DIP 1024--Shared Atomics--Community Review Round 1

Gregor Mückl gregormueckl at gmx.de
Wed Oct 16 18:43:30 UTC 2019


On Tuesday, 15 October 2019 at 11:28:24 UTC, Ola Fosheim Grøstad 
wrote:
> On Tuesday, 15 October 2019 at 10:25:54 UTC, Gregor Mückl wrote:
>> generated by at most one of the running threads. So there is 
>> no need to synchronize memory writes when the underlying 
>> hardware architecture provides sufficient cache coherency 
>> guarantees.
>
> So what you basically is saying is that a low level language 
> should be careful about assuming a particular hardware model 
> and leave more to intrinsics and libraries. I think that is 
> reasonable, because hardware does change and concurrent 
> programming strategies change.

I'm not sure if this is quite what I'm saying. I guess I'm fine 
with the compiler telling me that a piece of code tries to access 
shared data without any annotation that this is what is desired. 
In my opinion, it then needs to be up to the developer to deal 
with this. It is *not* OK for the compiler to go and secretly 
insert synchronization mechanisms (memory barriers, atomic 
operations, etc...) behind the developer's back. If such an 
automatism must exist, it also must be invoked by the developer 
explicitly ("Computer, generate automatic synchronization!"). And 
there must be a way to tell the compiler that the developer is a 
responsible adult who knows what he/she is doing and that the 
code is OK for reasons unknown to the compiler.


▸ EXERCISE DIRECTIONS: Reproduce each line of the material exactly, minus any picture.

▸ TASK DATA:

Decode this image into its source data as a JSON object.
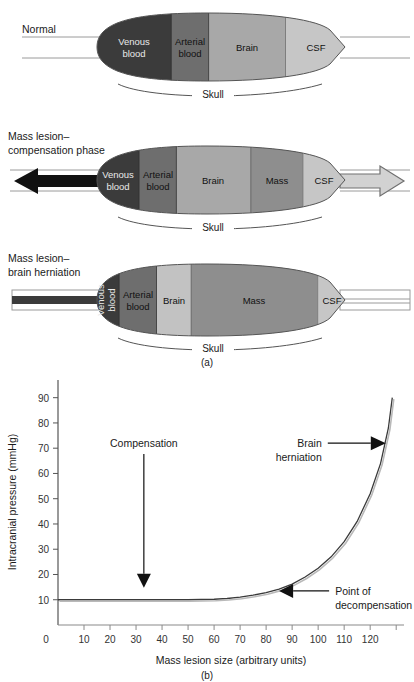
{
  "figure": {
    "panel_a_caption": "(a)",
    "panel_b_caption": "(b)",
    "skull_label": "Skull"
  },
  "panels": [
    {
      "id": "normal",
      "row_label_line1": "Normal",
      "row_label_line2": "",
      "left_flow": "none",
      "right_flow": "none",
      "segments": [
        {
          "name": "venous-blood",
          "label_line1": "Venous",
          "label_line2": "blood",
          "color": "#3b3b3b",
          "text_color": "#e9e9e9",
          "width_pct": 30.0,
          "vertical": false
        },
        {
          "name": "arterial-blood",
          "label_line1": "Arterial",
          "label_line2": "blood",
          "color": "#6e6e6e",
          "text_color": "#1a1a1a",
          "width_pct": 15.0,
          "vertical": false
        },
        {
          "name": "brain",
          "label_line1": "Brain",
          "label_line2": "",
          "color": "#a8a8a8",
          "text_color": "#1a1a1a",
          "width_pct": 31.0,
          "vertical": false
        },
        {
          "name": "csf",
          "label_line1": "CSF",
          "label_line2": "",
          "color": "#c6c6c6",
          "text_color": "#1a1a1a",
          "width_pct": 24.0,
          "vertical": false
        }
      ]
    },
    {
      "id": "compensation",
      "row_label_line1": "Mass lesion–",
      "row_label_line2": "compensation phase",
      "left_flow": "solid-black-arrow",
      "right_flow": "hollow-gray-arrow",
      "segments": [
        {
          "name": "venous-blood",
          "label_line1": "Venous",
          "label_line2": "blood",
          "color": "#3b3b3b",
          "text_color": "#e9e9e9",
          "width_pct": 17.0,
          "vertical": false
        },
        {
          "name": "arterial-blood",
          "label_line1": "Arterial",
          "label_line2": "blood",
          "color": "#6e6e6e",
          "text_color": "#1a1a1a",
          "width_pct": 15.0,
          "vertical": false
        },
        {
          "name": "brain",
          "label_line1": "Brain",
          "label_line2": "",
          "color": "#a8a8a8",
          "text_color": "#1a1a1a",
          "width_pct": 30.0,
          "vertical": false
        },
        {
          "name": "mass",
          "label_line1": "Mass",
          "label_line2": "",
          "color": "#8e8e8e",
          "text_color": "#1a1a1a",
          "width_pct": 21.0,
          "vertical": false
        },
        {
          "name": "csf",
          "label_line1": "CSF",
          "label_line2": "",
          "color": "#c6c6c6",
          "text_color": "#1a1a1a",
          "width_pct": 17.0,
          "vertical": false
        }
      ]
    },
    {
      "id": "herniation",
      "row_label_line1": "Mass lesion–",
      "row_label_line2": "brain herniation",
      "left_flow": "thin-dark-bar",
      "right_flow": "thin-double-line",
      "segments": [
        {
          "name": "venous-blood",
          "label_line1": "Venous",
          "label_line2": "blood",
          "color": "#3b3b3b",
          "text_color": "#e9e9e9",
          "width_pct": 9.0,
          "vertical": true
        },
        {
          "name": "arterial-blood",
          "label_line1": "Arterial",
          "label_line2": "blood",
          "color": "#6e6e6e",
          "text_color": "#1a1a1a",
          "width_pct": 15.0,
          "vertical": false
        },
        {
          "name": "brain",
          "label_line1": "Brain",
          "label_line2": "",
          "color": "#c2c2c2",
          "text_color": "#1a1a1a",
          "width_pct": 14.0,
          "vertical": false
        },
        {
          "name": "mass",
          "label_line1": "Mass",
          "label_line2": "",
          "color": "#8e8e8e",
          "text_color": "#1a1a1a",
          "width_pct": 51.0,
          "vertical": false
        },
        {
          "name": "csf",
          "label_line1": "CSF",
          "label_line2": "",
          "color": "#c6c6c6",
          "text_color": "#1a1a1a",
          "width_pct": 11.0,
          "vertical": false
        }
      ]
    }
  ],
  "chart_data": {
    "type": "line",
    "title": "",
    "xlabel": "Mass lesion size (arbitrary units)",
    "ylabel": "Intracranial pressure (mmHg)",
    "xlim": [
      0,
      133
    ],
    "ylim": [
      0,
      97
    ],
    "grid": false,
    "legend": "none",
    "xticks": [
      0,
      10,
      20,
      30,
      40,
      50,
      60,
      70,
      80,
      90,
      100,
      110,
      120
    ],
    "xtick_labels": [
      "0",
      "10",
      "20",
      "30",
      "40",
      "50",
      "60",
      "70",
      "80",
      "90",
      "100",
      "110",
      "120"
    ],
    "yticks": [
      10,
      20,
      30,
      40,
      50,
      60,
      70,
      80,
      90
    ],
    "ytick_labels": [
      "10",
      "20",
      "30",
      "40",
      "50",
      "60",
      "70",
      "80",
      "90"
    ],
    "x": [
      0,
      10,
      20,
      30,
      40,
      50,
      60,
      65,
      70,
      75,
      80,
      85,
      90,
      95,
      100,
      105,
      110,
      115,
      120,
      124,
      127,
      128.5
    ],
    "y": [
      10,
      10,
      10,
      10,
      10,
      10,
      10.2,
      10.5,
      11,
      11.8,
      12.8,
      14.2,
      16.2,
      19,
      22.5,
      27,
      33,
      41,
      52,
      64,
      78,
      90
    ],
    "annotations": [
      {
        "name": "compensation",
        "text": "Compensation",
        "text_line1": "Compensation",
        "text_line2": "",
        "arrow": "down",
        "target_x": 33,
        "target_y": 10
      },
      {
        "name": "point-of-decompensation",
        "text_line1": "Point of",
        "text_line2": "decompensation",
        "arrow": "left",
        "target_x": 85,
        "target_y": 13.5
      },
      {
        "name": "brain-herniation",
        "text_line1": "Brain",
        "text_line2": "herniation",
        "arrow": "right",
        "target_x": 126,
        "target_y": 72
      }
    ]
  }
}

▸ SOLUTION TO THIS PROBLEM:
Decode this image into its source data as a JSON object.
{
  "figure": {
    "panel_a_caption": "(a)",
    "panel_b_caption": "(b)",
    "skull_label": "Skull"
  },
  "panels": [
    {
      "id": "normal",
      "row_label_line1": "Normal",
      "row_label_line2": "",
      "left_flow": "none",
      "right_flow": "none",
      "segments": [
        {
          "name": "venous-blood",
          "label_line1": "Venous",
          "label_line2": "blood",
          "color": "#3b3b3b",
          "text_color": "#e9e9e9",
          "width_pct": 30.0,
          "vertical": false
        },
        {
          "name": "arterial-blood",
          "label_line1": "Arterial",
          "label_line2": "blood",
          "color": "#6e6e6e",
          "text_color": "#1a1a1a",
          "width_pct": 15.0,
          "vertical": false
        },
        {
          "name": "brain",
          "label_line1": "Brain",
          "label_line2": "",
          "color": "#a8a8a8",
          "text_color": "#1a1a1a",
          "width_pct": 31.0,
          "vertical": false
        },
        {
          "name": "csf",
          "label_line1": "CSF",
          "label_line2": "",
          "color": "#c6c6c6",
          "text_color": "#1a1a1a",
          "width_pct": 24.0,
          "vertical": false
        }
      ]
    },
    {
      "id": "compensation",
      "row_label_line1": "Mass lesion–",
      "row_label_line2": "compensation phase",
      "left_flow": "solid-black-arrow",
      "right_flow": "hollow-gray-arrow",
      "segments": [
        {
          "name": "venous-blood",
          "label_line1": "Venous",
          "label_line2": "blood",
          "color": "#3b3b3b",
          "text_color": "#e9e9e9",
          "width_pct": 17.0,
          "vertical": false
        },
        {
          "name": "arterial-blood",
          "label_line1": "Arterial",
          "label_line2": "blood",
          "color": "#6e6e6e",
          "text_color": "#1a1a1a",
          "width_pct": 15.0,
          "vertical": false
        },
        {
          "name": "brain",
          "label_line1": "Brain",
          "label_line2": "",
          "color": "#a8a8a8",
          "text_color": "#1a1a1a",
          "width_pct": 30.0,
          "vertical": false
        },
        {
          "name": "mass",
          "label_line1": "Mass",
          "label_line2": "",
          "color": "#8e8e8e",
          "text_color": "#1a1a1a",
          "width_pct": 21.0,
          "vertical": false
        },
        {
          "name": "csf",
          "label_line1": "CSF",
          "label_line2": "",
          "color": "#c6c6c6",
          "text_color": "#1a1a1a",
          "width_pct": 17.0,
          "vertical": false
        }
      ]
    },
    {
      "id": "herniation",
      "row_label_line1": "Mass lesion–",
      "row_label_line2": "brain herniation",
      "left_flow": "thin-dark-bar",
      "right_flow": "thin-double-line",
      "segments": [
        {
          "name": "venous-blood",
          "label_line1": "Venous",
          "label_line2": "blood",
          "color": "#3b3b3b",
          "text_color": "#e9e9e9",
          "width_pct": 9.0,
          "vertical": true
        },
        {
          "name": "arterial-blood",
          "label_line1": "Arterial",
          "label_line2": "blood",
          "color": "#6e6e6e",
          "text_color": "#1a1a1a",
          "width_pct": 15.0,
          "vertical": false
        },
        {
          "name": "brain",
          "label_line1": "Brain",
          "label_line2": "",
          "color": "#c2c2c2",
          "text_color": "#1a1a1a",
          "width_pct": 14.0,
          "vertical": false
        },
        {
          "name": "mass",
          "label_line1": "Mass",
          "label_line2": "",
          "color": "#8e8e8e",
          "text_color": "#1a1a1a",
          "width_pct": 51.0,
          "vertical": false
        },
        {
          "name": "csf",
          "label_line1": "CSF",
          "label_line2": "",
          "color": "#c6c6c6",
          "text_color": "#1a1a1a",
          "width_pct": 11.0,
          "vertical": false
        }
      ]
    }
  ],
  "chart_data": {
    "type": "line",
    "title": "",
    "xlabel": "Mass lesion size (arbitrary units)",
    "ylabel": "Intracranial pressure (mmHg)",
    "xlim": [
      0,
      133
    ],
    "ylim": [
      0,
      97
    ],
    "grid": false,
    "legend": "none",
    "xticks": [
      0,
      10,
      20,
      30,
      40,
      50,
      60,
      70,
      80,
      90,
      100,
      110,
      120
    ],
    "xtick_labels": [
      "0",
      "10",
      "20",
      "30",
      "40",
      "50",
      "60",
      "70",
      "80",
      "90",
      "100",
      "110",
      "120"
    ],
    "yticks": [
      10,
      20,
      30,
      40,
      50,
      60,
      70,
      80,
      90
    ],
    "ytick_labels": [
      "10",
      "20",
      "30",
      "40",
      "50",
      "60",
      "70",
      "80",
      "90"
    ],
    "x": [
      0,
      10,
      20,
      30,
      40,
      50,
      60,
      65,
      70,
      75,
      80,
      85,
      90,
      95,
      100,
      105,
      110,
      115,
      120,
      124,
      127,
      128.5
    ],
    "y": [
      10,
      10,
      10,
      10,
      10,
      10,
      10.2,
      10.5,
      11,
      11.8,
      12.8,
      14.2,
      16.2,
      19,
      22.5,
      27,
      33,
      41,
      52,
      64,
      78,
      90
    ],
    "annotations": [
      {
        "name": "compensation",
        "text": "Compensation",
        "text_line1": "Compensation",
        "text_line2": "",
        "arrow": "down",
        "target_x": 33,
        "target_y": 10
      },
      {
        "name": "point-of-decompensation",
        "text_line1": "Point of",
        "text_line2": "decompensation",
        "arrow": "left",
        "target_x": 85,
        "target_y": 13.5
      },
      {
        "name": "brain-herniation",
        "text_line1": "Brain",
        "text_line2": "herniation",
        "arrow": "right",
        "target_x": 126,
        "target_y": 72
      }
    ]
  }
}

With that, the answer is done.